P. D. East was the illegitimate son of a prominent but promiscuous Mississippi daughter. He came to be cared for, and later adopted by, an itinerant sawmill couple who brought him to manhood in the logging camps of southern Mississippi.
He bought the Petal, Mississippi, newspaper (The Petal Paper) shortly before the Supreme Court decision of May 17,1954, on the unconstitutionally of separate-but-equal public schools. By editorially advocating complete integration at every level of society, he hit upon a formula for journalistic suicide. In a combination Will Rogers-Mark Twain style he began satirizing the state legislature, making fun of the powerful White Citizen’s Council, the Governor, Senator James Eastland and anyone else he considered deserving of his wrath and wit. He proposed editorially that the state engage in a bit of zestful zoology and adopt the crawfish as the state symbol—because it always moved backward, and generally into the mud from which it came.

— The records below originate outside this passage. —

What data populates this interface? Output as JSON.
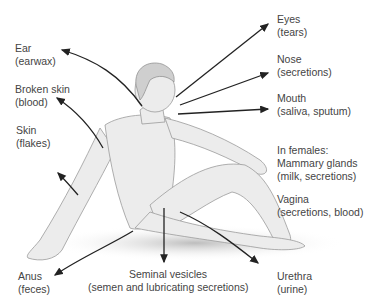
{
  "diagram": {
    "labels": [
      {
        "id": "ear",
        "name": "Ear",
        "detail": "(earwax)"
      },
      {
        "id": "broken-skin",
        "name": "Broken skin",
        "detail": "(blood)"
      },
      {
        "id": "skin",
        "name": "Skin",
        "detail": "(flakes)"
      },
      {
        "id": "eyes",
        "name": "Eyes",
        "detail": "(tears)"
      },
      {
        "id": "nose",
        "name": "Nose",
        "detail": "(secretions)"
      },
      {
        "id": "mouth",
        "name": "Mouth",
        "detail": "(saliva, sputum)"
      },
      {
        "id": "mammary",
        "prefix": "In females:",
        "name": "Mammary glands",
        "detail": "(milk, secretions)"
      },
      {
        "id": "vagina",
        "name": "Vagina",
        "detail": "(secretions, blood)"
      },
      {
        "id": "anus",
        "name": "Anus",
        "detail": "(feces)"
      },
      {
        "id": "seminal",
        "name": "Seminal vesicles",
        "detail": "(semen and lubricating secretions)"
      },
      {
        "id": "urethra",
        "name": "Urethra",
        "detail": "(urine)"
      }
    ]
  }
}
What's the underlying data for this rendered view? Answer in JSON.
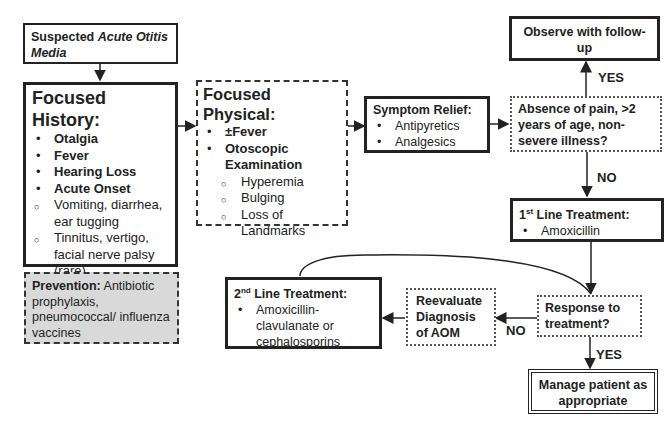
{
  "boxes": {
    "suspected": {
      "prefix": "Suspected ",
      "italic": "Acute Otitis Media"
    },
    "history": {
      "title": "Focused History:",
      "bold_items": [
        "Otalgia",
        "Fever",
        "Hearing Loss",
        "Acute Onset"
      ],
      "minor_items": [
        "Vomiting, diarrhea, ear tugging",
        "Tinnitus, vertigo, facial nerve palsy (rare)"
      ]
    },
    "prevention": {
      "title": "Prevention:",
      "text": " Antibiotic prophylaxis, pneumococcal/ influenza vaccines"
    },
    "physical": {
      "title": "Focused Physical:",
      "items": [
        "±Fever",
        "Otoscopic Examination"
      ],
      "sub_items": [
        "Hyperemia",
        "Bulging",
        "Loss of Landmarks"
      ]
    },
    "symptom": {
      "title": "Symptom Relief:",
      "items": [
        "Antipyretics",
        "Analgesics"
      ]
    },
    "absence": {
      "text": "Absence of pain, >2 years of age, non-severe illness?"
    },
    "observe": {
      "text": "Observe with follow-up"
    },
    "first_line": {
      "num": "1",
      "sup": "st",
      "title": " Line Treatment:",
      "items": [
        "Amoxicillin"
      ]
    },
    "response": {
      "text": "Response to treatment?"
    },
    "manage": {
      "text": "Manage patient as appropriate"
    },
    "reevaluate": {
      "text": "Reevaluate Diagnosis of AOM"
    },
    "second_line": {
      "num": "2",
      "sup": "nd",
      "title": " Line Treatment:",
      "items": [
        "Amoxicillin-clavulanate or cephalosporins"
      ]
    }
  },
  "labels": {
    "yes_top": "YES",
    "no_mid": "NO",
    "no_left": "NO",
    "yes_bottom": "YES"
  }
}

All this led to the demise of his newspaper as a profitmaking venture within a matter of months. He continued to publish his little tabloid, but without a single local advertiser. And soon it had to be done in exile, as he grew weary of the constant threats upon his life and the lives of his wife and child. With fundraising letters from people like Harry Golden and John Howard Griffin he managed to survive in Fairhope, Alabama, outside Mobile, and continued to send his paper to several thousand folks, not one of whom lived in the county where his paper had originated.